>>>
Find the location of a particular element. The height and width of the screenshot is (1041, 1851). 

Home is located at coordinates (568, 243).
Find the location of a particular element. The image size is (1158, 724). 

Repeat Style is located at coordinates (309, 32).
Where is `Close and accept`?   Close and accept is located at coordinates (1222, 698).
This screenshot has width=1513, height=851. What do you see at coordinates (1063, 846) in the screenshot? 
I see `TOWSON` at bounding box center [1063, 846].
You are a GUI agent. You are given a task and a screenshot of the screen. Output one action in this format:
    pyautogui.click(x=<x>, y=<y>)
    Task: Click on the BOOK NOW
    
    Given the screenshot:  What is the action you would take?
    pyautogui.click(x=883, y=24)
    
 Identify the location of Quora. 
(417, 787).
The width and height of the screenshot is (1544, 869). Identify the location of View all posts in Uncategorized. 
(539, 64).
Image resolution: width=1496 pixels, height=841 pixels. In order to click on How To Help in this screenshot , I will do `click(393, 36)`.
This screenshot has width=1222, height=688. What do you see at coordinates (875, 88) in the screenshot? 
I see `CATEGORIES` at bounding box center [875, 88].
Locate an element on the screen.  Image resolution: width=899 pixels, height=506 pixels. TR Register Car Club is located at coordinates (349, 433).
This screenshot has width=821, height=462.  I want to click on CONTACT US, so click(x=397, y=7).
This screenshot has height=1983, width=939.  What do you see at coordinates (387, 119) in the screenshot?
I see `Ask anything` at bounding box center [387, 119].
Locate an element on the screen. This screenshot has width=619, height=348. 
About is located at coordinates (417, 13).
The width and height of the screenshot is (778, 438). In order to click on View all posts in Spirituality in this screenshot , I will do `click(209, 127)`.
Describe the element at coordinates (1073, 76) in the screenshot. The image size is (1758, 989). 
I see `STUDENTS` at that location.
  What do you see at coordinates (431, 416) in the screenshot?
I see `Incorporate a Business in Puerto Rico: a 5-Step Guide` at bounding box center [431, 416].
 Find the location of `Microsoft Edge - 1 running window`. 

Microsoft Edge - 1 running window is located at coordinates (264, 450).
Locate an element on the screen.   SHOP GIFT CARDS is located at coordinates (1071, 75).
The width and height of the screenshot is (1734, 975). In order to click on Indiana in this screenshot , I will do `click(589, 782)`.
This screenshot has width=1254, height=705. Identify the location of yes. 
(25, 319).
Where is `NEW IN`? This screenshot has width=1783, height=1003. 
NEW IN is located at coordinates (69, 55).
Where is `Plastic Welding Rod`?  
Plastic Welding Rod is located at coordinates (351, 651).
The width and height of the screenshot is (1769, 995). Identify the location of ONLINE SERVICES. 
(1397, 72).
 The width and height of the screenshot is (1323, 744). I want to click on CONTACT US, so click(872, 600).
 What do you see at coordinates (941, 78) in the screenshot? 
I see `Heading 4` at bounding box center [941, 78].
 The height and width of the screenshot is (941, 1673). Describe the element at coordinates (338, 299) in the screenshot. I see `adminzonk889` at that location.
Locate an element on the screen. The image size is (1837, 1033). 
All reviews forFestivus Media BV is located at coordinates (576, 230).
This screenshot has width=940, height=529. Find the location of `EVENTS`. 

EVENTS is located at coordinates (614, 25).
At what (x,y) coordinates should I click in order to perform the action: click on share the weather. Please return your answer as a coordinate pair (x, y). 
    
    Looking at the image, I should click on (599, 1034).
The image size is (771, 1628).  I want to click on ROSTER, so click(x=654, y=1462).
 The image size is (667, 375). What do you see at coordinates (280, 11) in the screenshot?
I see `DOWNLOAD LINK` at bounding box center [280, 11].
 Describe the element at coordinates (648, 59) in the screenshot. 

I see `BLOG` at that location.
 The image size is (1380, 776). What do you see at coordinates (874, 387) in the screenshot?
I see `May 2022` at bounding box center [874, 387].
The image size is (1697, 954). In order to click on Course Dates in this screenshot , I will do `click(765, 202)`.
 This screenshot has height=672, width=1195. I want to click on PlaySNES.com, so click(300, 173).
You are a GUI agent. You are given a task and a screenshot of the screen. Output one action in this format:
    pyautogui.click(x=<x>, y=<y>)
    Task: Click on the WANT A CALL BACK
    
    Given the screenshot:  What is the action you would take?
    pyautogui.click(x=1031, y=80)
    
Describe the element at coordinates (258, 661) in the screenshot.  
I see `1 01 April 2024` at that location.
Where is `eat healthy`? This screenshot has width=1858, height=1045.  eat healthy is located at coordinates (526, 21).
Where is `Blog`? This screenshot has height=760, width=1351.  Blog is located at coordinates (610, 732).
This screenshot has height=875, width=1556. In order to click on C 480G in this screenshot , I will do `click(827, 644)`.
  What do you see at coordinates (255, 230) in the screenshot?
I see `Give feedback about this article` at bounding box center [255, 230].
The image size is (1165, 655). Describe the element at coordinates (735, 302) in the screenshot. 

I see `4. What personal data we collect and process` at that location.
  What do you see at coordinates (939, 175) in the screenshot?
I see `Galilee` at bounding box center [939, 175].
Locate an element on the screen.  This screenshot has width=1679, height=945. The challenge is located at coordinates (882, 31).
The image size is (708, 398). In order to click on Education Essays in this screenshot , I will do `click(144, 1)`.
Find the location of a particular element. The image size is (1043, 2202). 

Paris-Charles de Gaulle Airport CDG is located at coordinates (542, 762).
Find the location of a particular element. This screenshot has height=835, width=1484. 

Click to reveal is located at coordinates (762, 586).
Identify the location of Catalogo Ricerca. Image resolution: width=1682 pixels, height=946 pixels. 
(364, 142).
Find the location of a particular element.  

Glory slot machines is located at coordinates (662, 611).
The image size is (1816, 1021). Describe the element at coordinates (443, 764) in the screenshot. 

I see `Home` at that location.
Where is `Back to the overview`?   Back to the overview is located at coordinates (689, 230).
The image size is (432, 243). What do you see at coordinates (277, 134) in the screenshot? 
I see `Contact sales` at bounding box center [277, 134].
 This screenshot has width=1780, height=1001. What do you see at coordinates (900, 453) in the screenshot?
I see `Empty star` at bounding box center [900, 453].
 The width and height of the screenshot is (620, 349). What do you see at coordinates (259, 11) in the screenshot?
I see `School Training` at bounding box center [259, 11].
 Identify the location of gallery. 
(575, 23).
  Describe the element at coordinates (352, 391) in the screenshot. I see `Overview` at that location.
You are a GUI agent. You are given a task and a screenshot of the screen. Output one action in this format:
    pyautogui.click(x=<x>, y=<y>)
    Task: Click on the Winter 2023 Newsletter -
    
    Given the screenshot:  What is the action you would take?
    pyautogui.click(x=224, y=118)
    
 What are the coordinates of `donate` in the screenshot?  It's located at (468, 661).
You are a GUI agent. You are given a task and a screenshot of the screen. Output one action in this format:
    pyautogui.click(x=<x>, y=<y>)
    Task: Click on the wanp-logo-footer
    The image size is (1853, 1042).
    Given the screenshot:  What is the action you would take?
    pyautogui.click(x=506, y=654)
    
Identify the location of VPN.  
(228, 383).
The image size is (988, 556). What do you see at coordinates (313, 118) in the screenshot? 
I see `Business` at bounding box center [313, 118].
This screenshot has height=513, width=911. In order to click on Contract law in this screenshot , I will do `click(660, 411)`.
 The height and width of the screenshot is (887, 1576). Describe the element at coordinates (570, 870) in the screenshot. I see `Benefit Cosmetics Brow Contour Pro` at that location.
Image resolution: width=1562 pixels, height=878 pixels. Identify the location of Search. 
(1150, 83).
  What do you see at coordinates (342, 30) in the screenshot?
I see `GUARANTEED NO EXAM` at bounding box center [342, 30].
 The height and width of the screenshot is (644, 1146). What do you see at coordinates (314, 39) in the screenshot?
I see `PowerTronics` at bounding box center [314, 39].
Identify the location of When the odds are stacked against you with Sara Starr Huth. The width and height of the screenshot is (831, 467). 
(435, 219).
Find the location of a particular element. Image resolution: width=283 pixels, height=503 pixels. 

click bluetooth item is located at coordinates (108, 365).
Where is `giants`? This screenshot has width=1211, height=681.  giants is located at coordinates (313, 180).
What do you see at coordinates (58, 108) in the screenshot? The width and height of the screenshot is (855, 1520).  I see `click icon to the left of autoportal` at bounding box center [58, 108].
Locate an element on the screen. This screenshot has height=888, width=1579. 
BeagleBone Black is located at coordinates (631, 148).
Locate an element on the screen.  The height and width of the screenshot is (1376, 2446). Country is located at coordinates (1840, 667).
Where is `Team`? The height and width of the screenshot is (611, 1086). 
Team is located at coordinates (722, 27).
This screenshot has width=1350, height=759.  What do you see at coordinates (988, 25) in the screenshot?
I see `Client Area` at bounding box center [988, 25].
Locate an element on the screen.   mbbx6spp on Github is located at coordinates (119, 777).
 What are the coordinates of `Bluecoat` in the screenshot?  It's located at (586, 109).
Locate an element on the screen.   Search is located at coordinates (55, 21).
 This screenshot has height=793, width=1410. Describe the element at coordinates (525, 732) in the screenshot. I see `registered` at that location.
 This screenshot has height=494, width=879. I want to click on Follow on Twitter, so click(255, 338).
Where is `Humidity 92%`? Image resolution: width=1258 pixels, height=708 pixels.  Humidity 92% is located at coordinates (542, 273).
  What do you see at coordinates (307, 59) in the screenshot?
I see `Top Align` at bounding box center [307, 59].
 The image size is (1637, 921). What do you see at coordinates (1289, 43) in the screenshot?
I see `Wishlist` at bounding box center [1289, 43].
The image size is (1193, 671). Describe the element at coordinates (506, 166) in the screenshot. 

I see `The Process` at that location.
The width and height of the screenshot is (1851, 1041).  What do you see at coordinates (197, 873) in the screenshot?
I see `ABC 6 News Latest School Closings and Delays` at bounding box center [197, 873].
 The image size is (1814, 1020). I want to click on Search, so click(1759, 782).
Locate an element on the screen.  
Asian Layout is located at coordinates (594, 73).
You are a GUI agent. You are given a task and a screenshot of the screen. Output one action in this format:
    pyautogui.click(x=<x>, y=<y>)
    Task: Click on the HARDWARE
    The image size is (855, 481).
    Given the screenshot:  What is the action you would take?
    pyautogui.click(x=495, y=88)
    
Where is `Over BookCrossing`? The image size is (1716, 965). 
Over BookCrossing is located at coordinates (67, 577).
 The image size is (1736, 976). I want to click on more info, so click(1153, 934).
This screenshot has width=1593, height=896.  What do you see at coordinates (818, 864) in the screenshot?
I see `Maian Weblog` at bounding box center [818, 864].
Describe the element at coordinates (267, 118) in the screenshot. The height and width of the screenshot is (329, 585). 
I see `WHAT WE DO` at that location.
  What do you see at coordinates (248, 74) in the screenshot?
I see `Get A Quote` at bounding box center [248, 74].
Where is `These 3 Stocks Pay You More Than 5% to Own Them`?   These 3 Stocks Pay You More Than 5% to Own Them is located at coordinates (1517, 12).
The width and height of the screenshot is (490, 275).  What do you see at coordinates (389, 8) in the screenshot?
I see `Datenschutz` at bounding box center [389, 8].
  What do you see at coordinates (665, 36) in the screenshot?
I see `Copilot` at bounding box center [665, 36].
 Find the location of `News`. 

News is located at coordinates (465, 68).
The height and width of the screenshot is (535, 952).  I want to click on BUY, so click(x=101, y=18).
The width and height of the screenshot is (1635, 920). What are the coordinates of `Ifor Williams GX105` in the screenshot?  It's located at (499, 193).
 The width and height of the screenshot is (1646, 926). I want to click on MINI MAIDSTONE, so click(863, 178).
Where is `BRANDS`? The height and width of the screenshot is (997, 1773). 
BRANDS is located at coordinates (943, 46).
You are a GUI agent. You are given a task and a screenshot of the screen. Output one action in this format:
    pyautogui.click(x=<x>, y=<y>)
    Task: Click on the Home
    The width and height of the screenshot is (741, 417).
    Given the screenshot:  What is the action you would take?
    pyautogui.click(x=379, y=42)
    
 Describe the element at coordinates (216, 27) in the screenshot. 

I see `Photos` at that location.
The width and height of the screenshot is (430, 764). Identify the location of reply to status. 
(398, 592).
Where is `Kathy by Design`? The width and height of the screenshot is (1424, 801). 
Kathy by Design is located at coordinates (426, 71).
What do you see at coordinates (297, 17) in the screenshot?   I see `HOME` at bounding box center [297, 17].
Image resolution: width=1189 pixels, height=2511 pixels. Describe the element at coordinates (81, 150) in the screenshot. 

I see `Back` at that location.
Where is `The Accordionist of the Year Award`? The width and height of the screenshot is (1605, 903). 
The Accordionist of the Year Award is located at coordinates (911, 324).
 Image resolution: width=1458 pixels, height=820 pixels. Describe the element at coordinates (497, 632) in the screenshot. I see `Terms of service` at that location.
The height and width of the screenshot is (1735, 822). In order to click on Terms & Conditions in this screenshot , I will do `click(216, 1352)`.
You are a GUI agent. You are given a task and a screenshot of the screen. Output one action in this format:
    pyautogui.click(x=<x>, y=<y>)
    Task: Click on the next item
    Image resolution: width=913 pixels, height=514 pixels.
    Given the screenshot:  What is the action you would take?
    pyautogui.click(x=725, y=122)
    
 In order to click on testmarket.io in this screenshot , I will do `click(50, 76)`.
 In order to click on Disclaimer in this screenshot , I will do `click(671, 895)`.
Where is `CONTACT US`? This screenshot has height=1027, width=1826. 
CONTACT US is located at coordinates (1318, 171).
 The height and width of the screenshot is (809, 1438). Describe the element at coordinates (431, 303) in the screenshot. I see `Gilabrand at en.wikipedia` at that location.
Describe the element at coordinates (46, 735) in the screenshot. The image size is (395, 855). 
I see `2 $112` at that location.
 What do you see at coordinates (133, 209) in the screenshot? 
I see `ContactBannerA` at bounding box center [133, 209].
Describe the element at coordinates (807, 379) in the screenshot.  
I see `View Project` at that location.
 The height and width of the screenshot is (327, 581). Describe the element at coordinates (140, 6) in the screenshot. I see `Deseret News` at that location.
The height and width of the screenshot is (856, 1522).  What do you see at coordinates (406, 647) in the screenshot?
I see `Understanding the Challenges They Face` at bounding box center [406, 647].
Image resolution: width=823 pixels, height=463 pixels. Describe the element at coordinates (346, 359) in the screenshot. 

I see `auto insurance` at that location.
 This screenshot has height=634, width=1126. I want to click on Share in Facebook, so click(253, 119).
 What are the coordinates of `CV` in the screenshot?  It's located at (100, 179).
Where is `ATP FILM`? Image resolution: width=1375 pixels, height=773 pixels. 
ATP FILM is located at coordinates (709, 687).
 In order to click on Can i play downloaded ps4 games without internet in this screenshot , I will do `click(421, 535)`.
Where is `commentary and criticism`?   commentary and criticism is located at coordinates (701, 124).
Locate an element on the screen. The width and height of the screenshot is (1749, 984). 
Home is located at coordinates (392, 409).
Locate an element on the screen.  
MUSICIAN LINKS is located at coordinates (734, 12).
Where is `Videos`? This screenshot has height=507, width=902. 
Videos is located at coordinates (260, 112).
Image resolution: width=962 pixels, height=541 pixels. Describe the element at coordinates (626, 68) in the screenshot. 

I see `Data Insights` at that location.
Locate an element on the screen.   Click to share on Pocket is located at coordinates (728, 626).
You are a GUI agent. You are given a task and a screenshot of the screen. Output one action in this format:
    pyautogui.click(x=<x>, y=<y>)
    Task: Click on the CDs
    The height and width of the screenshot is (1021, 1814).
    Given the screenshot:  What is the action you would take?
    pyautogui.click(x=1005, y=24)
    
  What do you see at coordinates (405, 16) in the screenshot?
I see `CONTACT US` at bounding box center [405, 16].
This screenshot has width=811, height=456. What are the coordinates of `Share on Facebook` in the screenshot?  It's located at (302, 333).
<<<
Look above and repeat, character for character, the lines from the first one to the line with "Task: Click on the BOOK NOW", counting both.

Response:
Find the location of a particular element. The height and width of the screenshot is (1041, 1851). 

Home is located at coordinates (568, 243).
Find the location of a particular element. The image size is (1158, 724). 

Repeat Style is located at coordinates (309, 32).
Where is `Close and accept`?   Close and accept is located at coordinates (1222, 698).
This screenshot has width=1513, height=851. What do you see at coordinates (1063, 846) in the screenshot? 
I see `TOWSON` at bounding box center [1063, 846].
You are a GUI agent. You are given a task and a screenshot of the screen. Output one action in this format:
    pyautogui.click(x=<x>, y=<y>)
    Task: Click on the BOOK NOW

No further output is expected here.